Versailles remains the prestige benchmark and its Saint-Louis and Notre-Dame quartiers have long absorbed affluent Parisian retirees. Prices there average €5,800 per square metre for houses, according to notaire data compiled through Q1 2026 — expensive by suburban standards but still roughly half the cost of comparable space in the 6th arrondissement. The RER C connects Versailles Rive Gauche to Paris-Austerlitz in 35 minutes, and the town's infrastructure — the Marché Notre-Dame, the cluster of specialist medical practices along the Rue de la Paroisse — is what one estate agency operating out of an office on the Place du Marché describes as the decisive non-price factor for buyers in their 60s who will not compromise on healthcare access.

Further south, Sceaux is generating genuine competition for stock. The commune sits on the RER B, putting it 20 minutes from Saint-Michel–Notre-Dame, and its central Parc de Sceaux gives it a quality-of-life argument that resonates with buyers who previously walked the Bois de Boulogne. Average house prices here crossed €6,200 per square metre in early 2026, up from around €5,400 in mid-2023 — a 15 percent rise in under three years. The Domaine de Sceaux itself acts as an anchor: downsizers who moved partly for outdoor space are not trading a park, they are trading up to one. The Agence Immobilière de Sceaux on the Rue Houdan has reportedly seen instruction volumes from Paris-postcode sellers rise by roughly a third since January 2025.

Meudon and Chaville, strung along the hills above the Seine valley to the west, are the less obvious choices gaining traction among buyers who want suburban scale without Versailles prices. Meudon-Val Fleury station on the Transilien L line is 22 minutes from Paris Saint-Lazare. House prices in Meudon averaged €5,100 per square metre at the close of 2025, still well below comparable communes closer to the périphérique.

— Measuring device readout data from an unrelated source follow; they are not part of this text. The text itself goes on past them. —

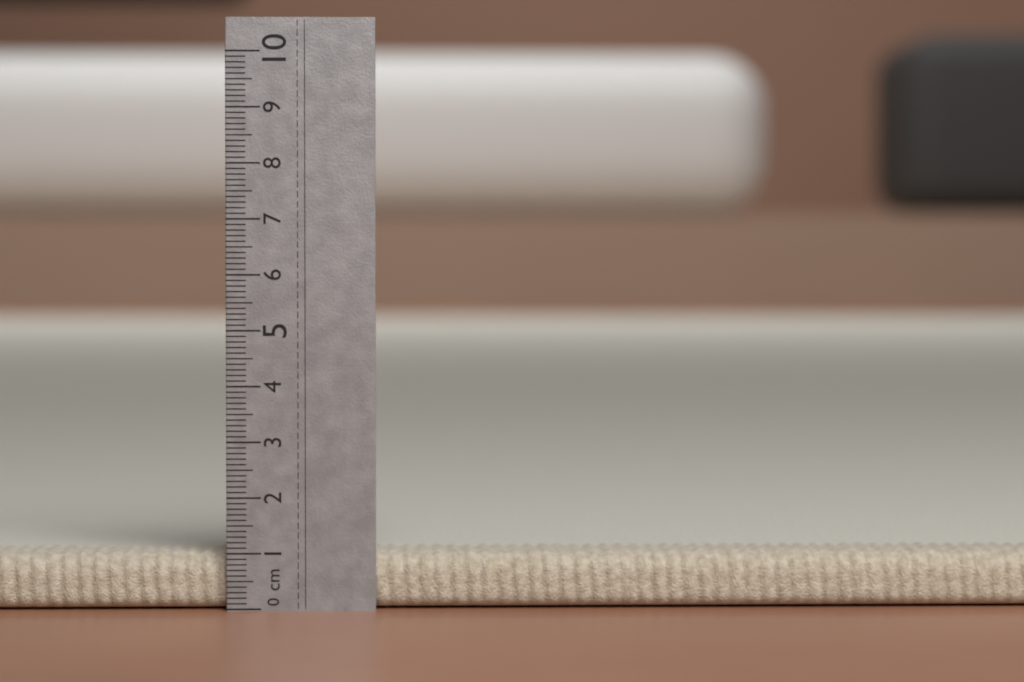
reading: 1.0 cm
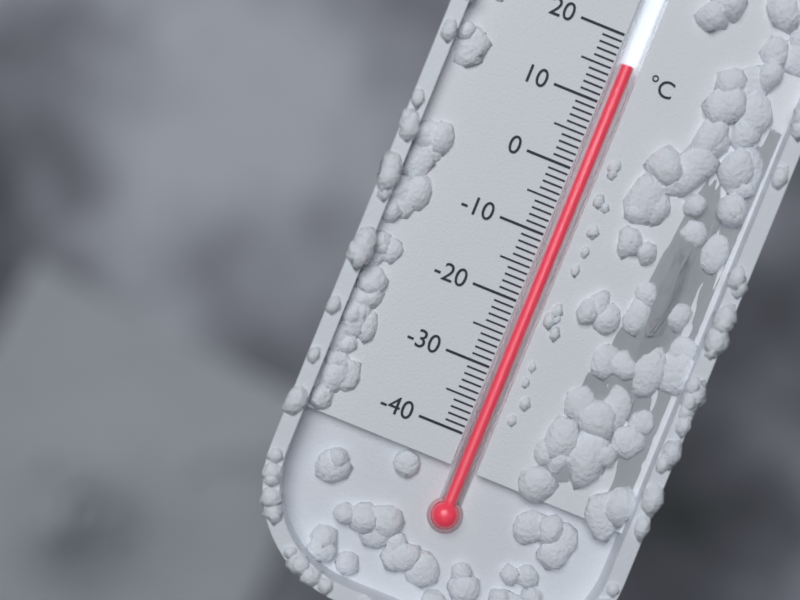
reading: 16 °C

What Buyers Should Watch Before Committing

The Grand Paris Express line 18, which will eventually link Versailles to Orly and Saclay, remains the wildcard. Its southern section is now projected to open no earlier than 2030, meaning buyers banking on a capital uplift from that infrastructure should underwrite their purchase on current fundamentals, not future promises. Notaires de Paris-Île-de-France recommends that anyone transacting in communes along the line 18 corridor request the latest prefecture-level planning documents before signing a compromis de vente — delays have already been revised twice since the original 2024 schedule.

For sellers considering the move, the practical sequence matters as much as the destination. In the current market, well-priced intra-muros stock in the 15th and 16th is selling within six to eight weeks, while the suburban communes with the strongest demand — Sceaux and Versailles particularly — are running low on quality houses below €1.2 million. Agents advise getting a sale agreed in Paris before bidding competitively outside it. The window is open, but it is not wide.

Topic:#Property

How does this story make you feel?

Spread the word

See something wrong? Suggest a correction.

Have your say

Loading comments…

About this article

Published by The Daily Paris

This article was produced by the The Daily Paris editorial desk and covers property in Paris. See our editorial standards for how we use AI.

The Daily Paris brief

The day's Paris news in a 2-minute read, every weekday morning. Free.

By subscribing you agree to receive emails from The Daily Paris and accept our Privacy Policy. Unsubscribe anytime.

Daily brief

Enjoyed this? Wake up to Paris news every morning.

Free, in your inbox before 7am. Weekdays.

By subscribing you agree to receive emails from The Daily Paris and accept our Privacy Policy. Unsubscribe anytime.

More from The Daily Paris

More in Property

Enjoyed this story? Get tomorrow's briefing free.